The much-awaited third meeting of the Group of Ministers (GoM), held after a gap of four months, here on Wednesday, remained inconclusive. This is yet another meet without making any headway towards the finalisation of national pharmaceutical policy.
The seven-member panel, headed by Agriculture Minister Sharad Pawar, held rather a brief meeting and sat through the presentation by the Chemicals Department carrying the details of an NPPA survey to press its stand on expanded price control, sources said.
The GoM, which was scheduled to meet in November, went through quick session without fixing the date for the next meeting or going into detail on other contentious clauses. The policy is already lagging two years behind the schedule.
The third meeting was to be held on November two, but was postponed after the Cabinet meeting took longer time. It is viewed that the meeting was hurriedly arranged this time to fulfil the formality, against the backdrop of a general instruction from the Prime Minister's Office to speed up the works of all pending GoMs.
Sticking to the stern stand of Union Chemicals Minister Ram Vilas Paswan to bring more drugs under price control, his officials presented the findings of a recent NPPA survey before the GoM members. The price regulator had found that prices rose just one per cent yearly for those drugs under the control from 1994 while the prices of drugs out of the control bracket went up sharply. As per the NPPA study, about 87 per cent of samples collected from across the country had increased prices beyond 20 per cent ceiling limit.
The last meeting of the GoM was held on September 12 and it took the views from the industry on the contentious issue of price control on 354 drugs, as proposed in the draft prepared by the Chemicals Ministry.
In November last year, the ministry of chemicals had sent the draft pharma policy to the Cabinet which increased the span of control on 354 essential medicines, besides the existing 74 drugs under Drug Price Control Order, 1995. And in January, the Prime Minister constituted the GoM which held its first meeting on April 10.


Please give back every entry in full, word for word, but none of the pictures.

BEGIN Recorded information

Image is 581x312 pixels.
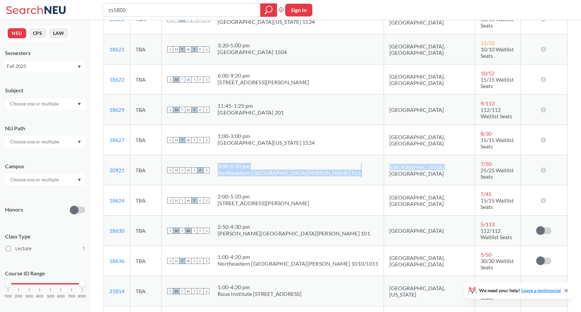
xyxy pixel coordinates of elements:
td: [GEOGRAPHIC_DATA] [384,216,475,246]
svg: Dropdown arrow [78,103,81,106]
span: T [179,198,185,204]
span: W [185,107,191,113]
span: 15/15 Waitlist Seats [480,16,514,29]
span: 10 / 52 [480,70,494,76]
td: [GEOGRAPHIC_DATA], [GEOGRAPHIC_DATA] [384,125,475,155]
div: 2:00 - 5:20 pm [217,193,309,200]
span: 4000 [36,295,44,298]
span: Class Type [5,233,85,240]
span: T [191,198,197,204]
a: 18627 [109,137,124,143]
span: M [173,137,179,143]
svg: magnifying glass [264,5,273,15]
span: S [203,198,209,204]
span: 10/10 Waitlist Seats [480,46,514,59]
td: [GEOGRAPHIC_DATA], [GEOGRAPHIC_DATA] [384,186,475,216]
span: S [203,228,209,234]
a: 18630 [109,228,124,234]
span: M [173,107,179,113]
span: M [173,167,179,173]
button: NEU [8,28,26,38]
p: Honors [5,206,23,214]
span: T [191,288,197,294]
span: T [191,228,197,234]
button: CPS [29,28,46,38]
div: [GEOGRAPHIC_DATA][US_STATE] 1524 [217,139,315,146]
span: T [179,77,185,83]
div: Roux Institute [STREET_ADDRESS] [217,291,301,297]
span: 112/112 Waitlist Seats [480,107,512,119]
svg: Dropdown arrow [78,179,81,181]
label: Lecture [6,244,85,253]
span: W [185,258,191,264]
span: W [185,46,191,52]
button: Sign In [285,4,312,16]
span: T [191,77,197,83]
a: 18621 [109,46,124,52]
td: TBA [130,246,162,276]
span: T [191,167,197,173]
span: 5 / 113 [480,221,494,228]
span: 9 / 113 [480,100,494,107]
span: 5 / 50 [480,251,491,258]
span: S [203,46,209,52]
div: Semesters [5,49,85,57]
span: S [203,167,209,173]
span: T [191,46,197,52]
div: magnifying glass [260,3,277,17]
span: M [173,288,179,294]
a: 18636 [109,258,124,264]
input: Choose one or multiple [7,138,63,146]
span: S [167,137,173,143]
td: TBA [130,186,162,216]
td: [GEOGRAPHIC_DATA], [GEOGRAPHIC_DATA] [384,155,475,186]
a: 21814 [109,288,124,294]
div: Northeastern [GEOGRAPHIC_DATA][PERSON_NAME] 1010/1011 [217,260,378,267]
span: 7000 [68,295,76,298]
span: S [167,288,173,294]
span: 7 / 50 [480,161,491,167]
a: 18629 [109,107,124,113]
svg: Dropdown arrow [78,141,81,144]
span: T [179,167,185,173]
span: S [203,288,209,294]
button: LAW [49,28,68,38]
a: 20921 [109,167,124,173]
a: 18624 [109,197,124,204]
span: F [197,228,203,234]
div: 3:00 - 6:20 pm [217,163,361,170]
td: TBA [130,216,162,246]
div: Dropdown arrow [5,174,85,186]
span: 7 / 45 [480,191,491,197]
span: T [179,228,185,234]
div: Fall 2025Dropdown arrow [5,61,85,72]
span: W [185,77,191,83]
input: Choose one or multiple [7,176,63,184]
span: T [179,288,185,294]
td: TBA [130,65,162,95]
span: T [191,107,197,113]
span: 5000 [46,295,54,298]
span: S [203,137,209,143]
td: TBA [130,276,162,307]
span: W [185,137,191,143]
span: S [203,77,209,83]
span: 1000 [4,295,12,298]
div: 3:20 - 5:00 pm [217,42,287,49]
td: TBA [130,155,162,186]
div: NU Path [5,125,85,132]
span: 3000 [25,295,33,298]
span: F [197,137,203,143]
div: 1:00 - 4:20 pm [217,284,301,291]
span: S [167,167,173,173]
span: F [197,258,203,264]
span: W [185,228,191,234]
span: F [197,46,203,52]
span: S [167,198,173,204]
span: M [173,46,179,52]
span: S [203,107,209,113]
span: M [173,258,179,264]
span: We need your help! [479,288,561,293]
div: [GEOGRAPHIC_DATA] 1504 [217,49,287,55]
div: Northeastern [GEOGRAPHIC_DATA][PERSON_NAME] 916 [217,170,361,176]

END Recorded information

> **Exercise result**:
Image is 581x312 pixels.
xyxy pixel coordinates of elements:
td: [GEOGRAPHIC_DATA] [384,216,475,246]
svg: Dropdown arrow [78,103,81,106]
span: T [179,198,185,204]
span: W [185,107,191,113]
span: 15/15 Waitlist Seats [480,16,514,29]
span: 10 / 52 [480,70,494,76]
td: [GEOGRAPHIC_DATA], [GEOGRAPHIC_DATA] [384,125,475,155]
div: 2:00 - 5:20 pm [217,193,309,200]
span: 4000 [36,295,44,298]
span: Class Type [5,233,85,240]
span: T [191,198,197,204]
a: 18627 [109,137,124,143]
span: M [173,137,179,143]
svg: magnifying glass [264,5,273,15]
span: S [203,198,209,204]
span: 10/10 Waitlist Seats [480,46,514,59]
td: [GEOGRAPHIC_DATA], [GEOGRAPHIC_DATA] [384,186,475,216]
span: S [203,228,209,234]
a: 18630 [109,228,124,234]
span: M [173,107,179,113]
span: M [173,167,179,173]
button: NEU [8,28,26,38]
p: Honors [5,206,23,214]
span: T [191,288,197,294]
span: T [191,228,197,234]
button: CPS [29,28,46,38]
div: [GEOGRAPHIC_DATA][US_STATE] 1524 [217,139,315,146]
span: T [179,77,185,83]
div: Roux Institute [STREET_ADDRESS] [217,291,301,297]
span: 112/112 Waitlist Seats [480,107,512,119]
svg: Dropdown arrow [78,179,81,181]
label: Lecture [6,244,85,253]
span: W [185,258,191,264]
span: W [185,46,191,52]
button: Sign In [285,4,312,16]
span: T [191,77,197,83]
a: 18621 [109,46,124,52]
td: TBA [130,246,162,276]
span: T [191,167,197,173]
span: 5 / 113 [480,221,494,228]
span: 9 / 113 [480,100,494,107]
span: 5 / 50 [480,251,491,258]
span: S [203,46,209,52]
div: Semesters [5,49,85,57]
span: S [203,167,209,173]
span: T [191,46,197,52]
div: magnifying glass [260,3,277,17]
span: M [173,288,179,294]
a: 18636 [109,258,124,264]
input: Choose one or multiple [7,138,63,146]
span: S [167,137,173,143]
td: TBA [130,186,162,216]
td: [GEOGRAPHIC_DATA], [GEOGRAPHIC_DATA] [384,155,475,186]
a: 21814 [109,288,124,294]
div: Northeastern [GEOGRAPHIC_DATA][PERSON_NAME] 1010/1011 [217,260,378,267]
span: 7000 [68,295,76,298]
span: S [167,288,173,294]
span: 7 / 50 [480,161,491,167]
a: 18629 [109,107,124,113]
svg: Dropdown arrow [78,141,81,144]
span: T [179,167,185,173]
span: S [203,288,209,294]
button: LAW [49,28,68,38]
a: 20921 [109,167,124,173]
a: 18624 [109,197,124,204]
span: F [197,228,203,234]
div: 3:00 - 6:20 pm [217,163,361,170]
td: TBA [130,216,162,246]
div: Dropdown arrow [5,174,85,186]
span: 7 / 45 [480,191,491,197]
span: T [179,228,185,234]
div: Fall 2025Dropdown arrow [5,61,85,72]
span: W [185,77,191,83]
input: Choose one or multiple [7,176,63,184]
span: T [179,288,185,294]
td: TBA [130,65,162,95]
span: T [191,107,197,113]
span: 5000 [46,295,54,298]
span: S [203,137,209,143]
td: TBA [130,276,162,307]
span: W [185,137,191,143]
span: S [203,77,209,83]
span: 1000 [4,295,12,298]
div: 3:20 - 5:00 pm [217,42,287,49]
td: TBA [130,155,162,186]
div: NU Path [5,125,85,132]
span: 3000 [25,295,33,298]
span: F [197,137,203,143]
div: 1:00 - 4:20 pm [217,284,301,291]
span: S [167,167,173,173]
span: F [197,258,203,264]
span: W [185,228,191,234]
span: F [197,46,203,52]
span: S [167,198,173,204]
span: M [173,46,179,52]
span: S [203,107,209,113]
span: M [173,258,179,264]
span: We need your help! [479,288,561,293]
div: [GEOGRAPHIC_DATA] 1504 [217,49,287,55]
div: Northeastern [GEOGRAPHIC_DATA][PERSON_NAME] 916 [217,170,361,176]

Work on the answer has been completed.